Howto disable flash protection and Background:

Recovering your OPTA is only possible when you disable HW protection.
QSPI has several "speed-modes" using either only 2 data lines, 4 or 8.
Two of those pins are used for either transfering data or as HW protection PIN.
This depends on the speed mode.

The Opta device has connected all needed data lines to STM32H7 mcu.
Somehow Arduino or Driver code does set the important flag accidentally. This could be uninialized bits in variables that are then random.

If at some point later the HW Pin gets low the flash hardware protection gets activated permantently.
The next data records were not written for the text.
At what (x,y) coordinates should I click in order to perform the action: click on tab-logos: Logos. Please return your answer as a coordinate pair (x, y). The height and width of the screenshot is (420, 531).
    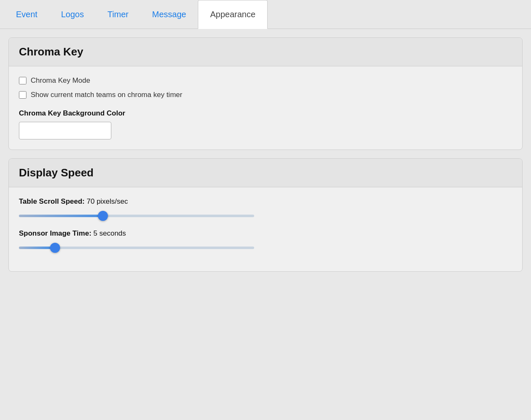
    Looking at the image, I should click on (72, 14).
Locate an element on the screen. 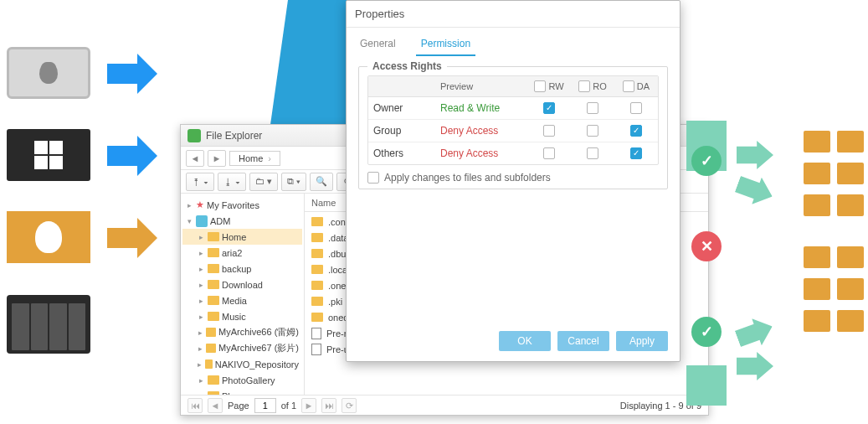 The width and height of the screenshot is (868, 424). upload-button: ⭱ ▾ is located at coordinates (200, 182).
This HW protection can only be reset when you have access to the HW protection pin.
There is no schematics available or any test point on the board, that allows to pull this line to high.
But there is an easy way todo it.

The trick:

As I know that all data lines are connected to MCU (stm32h7) and this MCU allows to move internal functions to different pins. Function are something like I2C,USB,UARTs,PWMs.

AND ALSO QSPI.

With this in mind, after you have initialized QSPI I redefine the data pin which also controls hardware protection as an normal GPIO input pin.
This is possible, because I only use QSPI commands that are available for QSPI_CFG_BUS_SINGLE (speed mode).
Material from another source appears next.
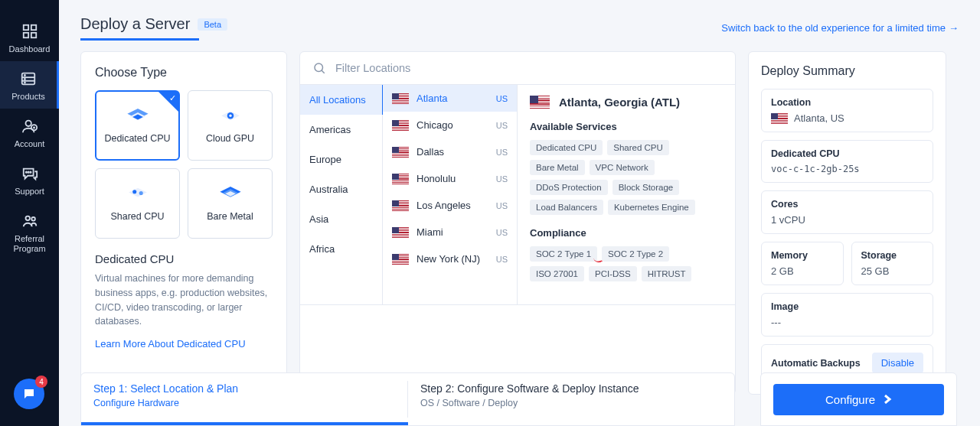 The width and height of the screenshot is (980, 426). What do you see at coordinates (840, 28) in the screenshot?
I see `switch-back-link: Switch back to the old experience for a …` at bounding box center [840, 28].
Result: The GPIO pin gets into high-z state (input). The QSPI flash has internally a pull up resistor. This pin is now high and disables the HW flash protection.

The next steps are easy:

  • enable writing to flash (WEL bit)
  • reset all protection bits.
pinMode(QSPI_SO2, INPUT);

I have added the simple program. If you need it as 'sketch', which is just a renamed c/c++ file without the include for "Arduino.h", rename and import it to Arduino-IDE.

In your software project you can read the status at some point and reset the flash protection when it happend.

But don't forget to reboot or reinitalize QSPI when you use a different value as QSPI_CFG_BUS_SINGLE for fast communication.